Originally published at: https://boingboing.net/2019/05/11/quantum-physics-for-babies-and.html
…
The whole series is excellent. I’ve bought most of them for my 3 year old nephew and he adores them. I particularly liked the descriptions in Nuclear Physics for Babies.
My 2.5 yo son has quantum physics and on other one (optics). He’s had them for over a year and they haven’t become favorites yet. Maybe no for babies so much…
To each their own, but my general impression of these is that they’re more for the parents than for the kids. Then again, at age TWO, that’s probably the case for anything you buy them.
I just ordered nine of these for my friend’s daughter, she has two already and apparently they love them.
LOL Quantum Information for Babies. TOO GOOD! hahaha
Rocket Science for babies wastes half its space explaining lift, which isn’t super relevent to rockets.
Given that we’re talking abou QM here, he might be one of the very few can actually understand the subject. Not the math. but the concepts.
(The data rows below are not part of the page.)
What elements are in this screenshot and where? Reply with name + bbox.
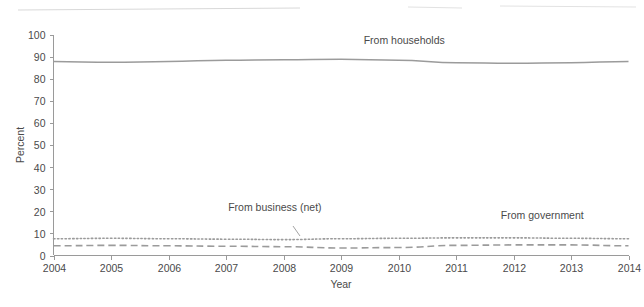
y-tick-label: 10 xyxy=(34,228,46,240)
y-tick-label: 70 xyxy=(34,95,46,107)
y-axis-tick-labels: 0102030405060708090100 xyxy=(28,29,46,262)
y-tick-label: 0 xyxy=(40,250,46,262)
x-tick-label: 2007 xyxy=(215,262,239,274)
chart-container: 0102030405060708090100 20042005200620072… xyxy=(0,0,644,307)
y-tick-label: 20 xyxy=(34,206,46,218)
x-tick-label: 2013 xyxy=(560,262,584,274)
business-leader-line xyxy=(293,226,300,236)
series-line-from-government xyxy=(54,245,629,248)
x-axis-title: Year xyxy=(330,278,352,290)
x-tick-label: 2009 xyxy=(330,262,354,274)
y-axis-title: Percent xyxy=(14,127,26,163)
series-annotation: From business (net) xyxy=(228,201,321,213)
y-tick-label: 30 xyxy=(34,184,46,196)
series-annotation: From households xyxy=(364,34,445,46)
y-tick-label: 100 xyxy=(28,29,46,41)
x-tick-label: 2011 xyxy=(445,262,468,274)
y-tick-label: 50 xyxy=(34,139,46,151)
x-tick-label: 2006 xyxy=(158,262,182,274)
x-axis-ticks xyxy=(55,256,630,260)
y-tick-label: 60 xyxy=(34,117,46,129)
series-line-from-business-net xyxy=(54,238,629,240)
series-annotation: From government xyxy=(501,209,584,221)
x-tick-label: 2014 xyxy=(618,262,642,274)
x-tick-label: 2004 xyxy=(43,262,67,274)
y-tick-label: 90 xyxy=(34,51,46,63)
x-tick-label: 2008 xyxy=(273,262,297,274)
series-annotations: From householdsFrom business (net)From g… xyxy=(228,34,584,221)
x-tick-label: 2012 xyxy=(503,262,527,274)
x-tick-label: 2010 xyxy=(388,262,412,274)
y-tick-label: 40 xyxy=(34,162,46,174)
x-tick-label: 2005 xyxy=(100,262,124,274)
series-line-from-households xyxy=(54,59,629,63)
scan-artifact-lines xyxy=(18,6,636,10)
y-axis-ticks xyxy=(50,36,54,257)
line-chart: 0102030405060708090100 20042005200620072… xyxy=(0,0,644,307)
x-axis-tick-labels: 2004200520062007200820092010201120122013… xyxy=(43,262,642,274)
y-tick-label: 80 xyxy=(34,73,46,85)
My just-turned-two-year-old has had Optical Physics for Babies since he was a few months old. He has always liked it. He started saying (his version of) the title at eighteen months, followed by “clear ball,” a concept he picked up from the page on refraction. Then came “light bulb,” which the book uses to illustrate the light sources in its schematics. It’s also how he learned to identify red and blue, his first colors. He’s always on the lookout for rainbows, too.
They are sponges at his age, and they are interested in most of what you are interested in. That’s the way it is SUPPOSED to be. Use that short period to fill them up with good stuff, I say.
Well you know what they say about babies and quantum physics, you’ve got to start them out… small.
To add to this: While it is totally OK in my book to buy these for the fun of it and maybe finally getting an understanding about the presented subjects for yourself, I can Also see parents using this as yet another way of trying to further “optimize” themselves and handing down this neo-liberal pressure to their kids.
I guess I will let my two-year-old keep playing in the dirt just like Einstein did when he was her age and see what happens…
Bad parenting?
“I finally learned why quantum physics is called quantum physics!”
I hope you found solace in that. I’ll get me coat…
queue one tummy
Are playing in dirt and exposing children to books and knowledge mutually exclusive? I feel like I know toddlers who do both.
Playing in the dirt is essential for healthy immune system development (search “hygeine hypothesis
.”) Learning quantum mechanics, on the other hand, is essential. The earlier the better, else they start thinking in Galilean terms that they’ll just have to unlearn later.
Speaking as a physicist, the father of two physicists, and the grandfather of one two-year-old with these books: Start young! Seriously, the kiddo gets read to a lot.
So, I went to forward this article to my daughter so she could have it for my two G-kids. … She already has the books…
Hell. with that pedigree, I look forward to how they react to Feynman’s lectures.
I’ll let you know when.
Surely there are baby-friendlier ways to say these things tho…maybe let Randall Monroe take a pass for comprehensibility?
This topic was automatically closed after 5 days. New replies are no longer allowed.